“SNL” has a blue Christmas
With a tribute to Sandy Hook, special guests galore and just the right amount of filth, "SNL" hits the right notes VIDEO
Topics: Video, Saturday Night Live, recaps, martin short, Alec Baldwin, kristen wiig, Paul McCartney, Sandy Hook Elementary Shooting, TV, Television, entertainment news, Entertainment News
The specter of Sandy Hook looms heavy this weekend, but “Saturday Night Live” proves time and again that they are at their best when they have to put on a show for a grieving nation. The somber cold open, with the New York Children’s Chorus singing “Silent Night,” paid quiet tribute to the 26 lives lost on Friday while providing a necessary buffer for the episode that followed. It acknowledged, tastefully, how uncomfortable it can be to laugh in the wake of incomprehensible violence. But after the song finished, the screen faded to black and it was back to business as usual.
Actually, better business than usual.
SNL brought the winning combo of having a beloved alum Martin Short host the year’s penultimate “SNL” (or the last one ever, if the Mayans are to be believed), and a Beatle! And the writers and cast really brought it. Alum shows tend to have a gaggle of surprise guests anyway, but with every celebrity on Earth in New York for the 12-12-12 Sandy relief concert, this one packed heavier than usual star power.
Short’s monologue, a three-minute musical tribute to Christmas coitus, featured cameos from Paul Shaffer, Kristen Wiig, Jimmy Fallon, Tom Hanks, Samuel L. Jackson and Tina Fey. (That’s two celebrities per minute, for you mathematicians out there.) And while musical monologues have been something of a go-to this season, often with mixed results (I am looking directly at you, Seth McFarlane), it really worked for this holiday show. I had hoped Jimmy Fallon, Tracy Morgan et al. might reprise “I Wish It Was Christmas Today,” but Short crooning a virtual naughty list of holiday-themed boner euphemisms was a worthy substitute.
Rounding out last night’s celebrity interlopers, we had Alec Baldwin as Tony Bennett, a silent Carrie Brownstein guesting on “What Up With That” and Kanye West’s leather kilt, a star in its own right.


Copy, word for word, the lines of the entries below between the one with "Home in on <b>man</b>." and the one with "Screen resolution is", inclusive, and leave out everything else.

---------- Record extracts ----------

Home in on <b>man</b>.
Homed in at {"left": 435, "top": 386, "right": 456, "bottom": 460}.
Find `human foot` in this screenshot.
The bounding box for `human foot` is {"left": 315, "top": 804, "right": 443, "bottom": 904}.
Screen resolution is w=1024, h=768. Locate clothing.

----------
---------- Record extracts ----------

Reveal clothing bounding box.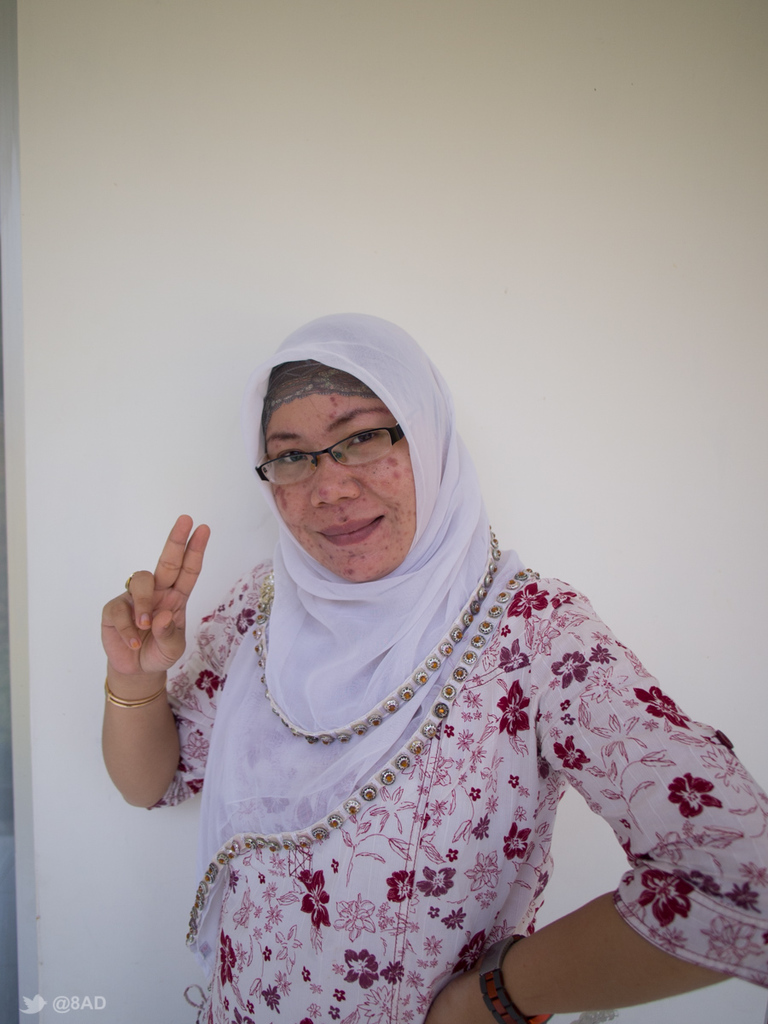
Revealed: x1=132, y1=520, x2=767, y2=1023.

----------
---------- Record extracts ----------

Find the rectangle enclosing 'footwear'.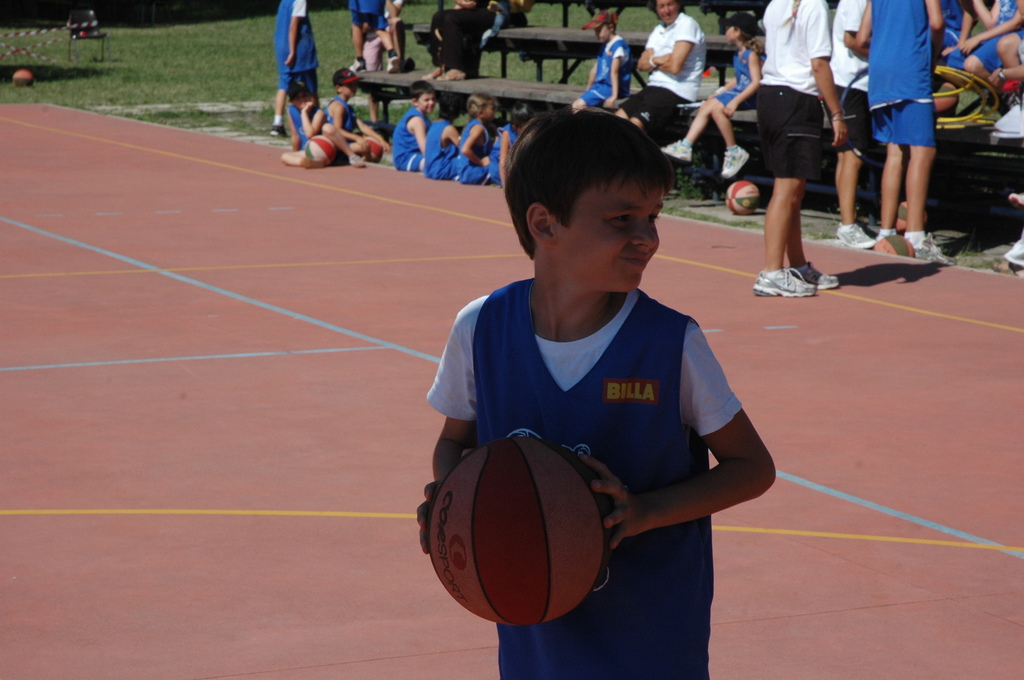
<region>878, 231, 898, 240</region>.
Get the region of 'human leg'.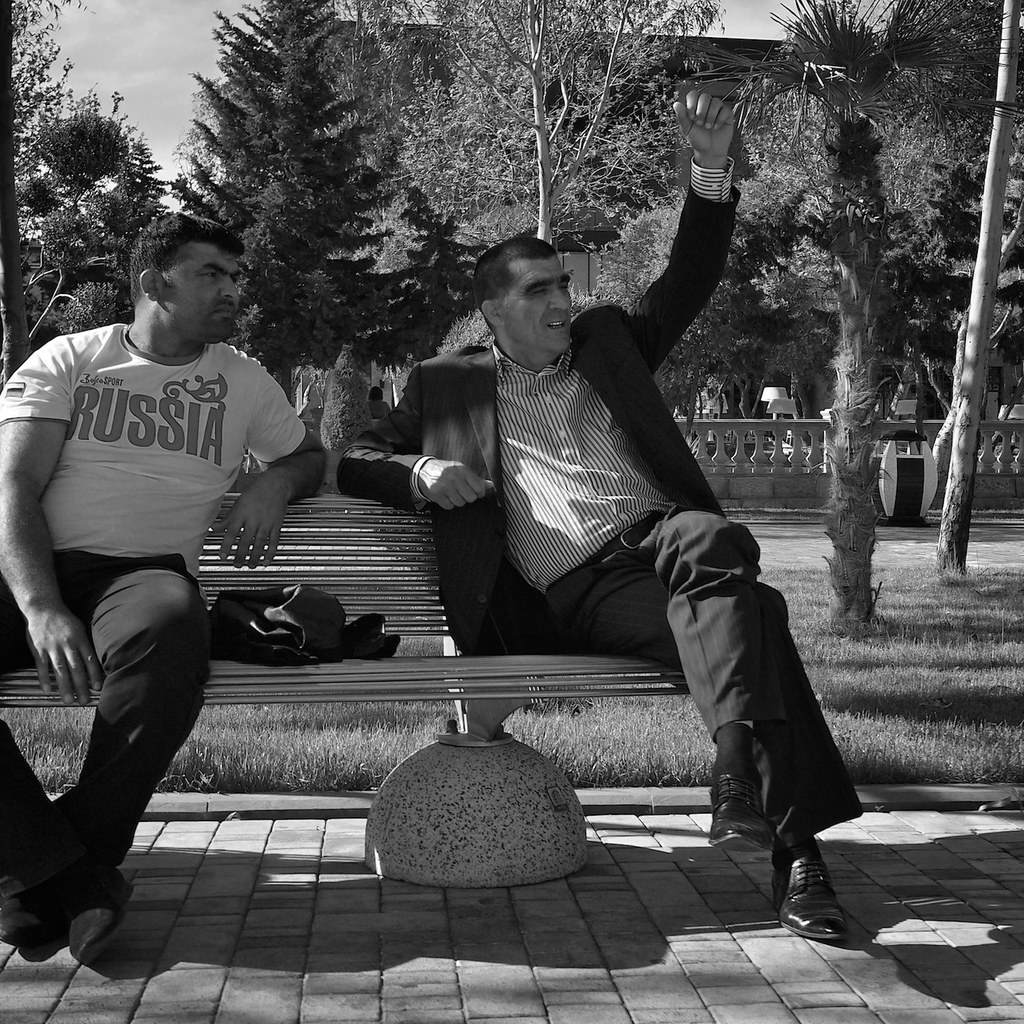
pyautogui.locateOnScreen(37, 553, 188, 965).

----------

The answer:
Home in on <b>man</b>.
Homed in at {"left": 435, "top": 386, "right": 456, "bottom": 460}.
Find `human foot` in this screenshot.
The bounding box for `human foot` is {"left": 315, "top": 804, "right": 443, "bottom": 904}.
Screen resolution is w=1024, h=768. Locate clothing.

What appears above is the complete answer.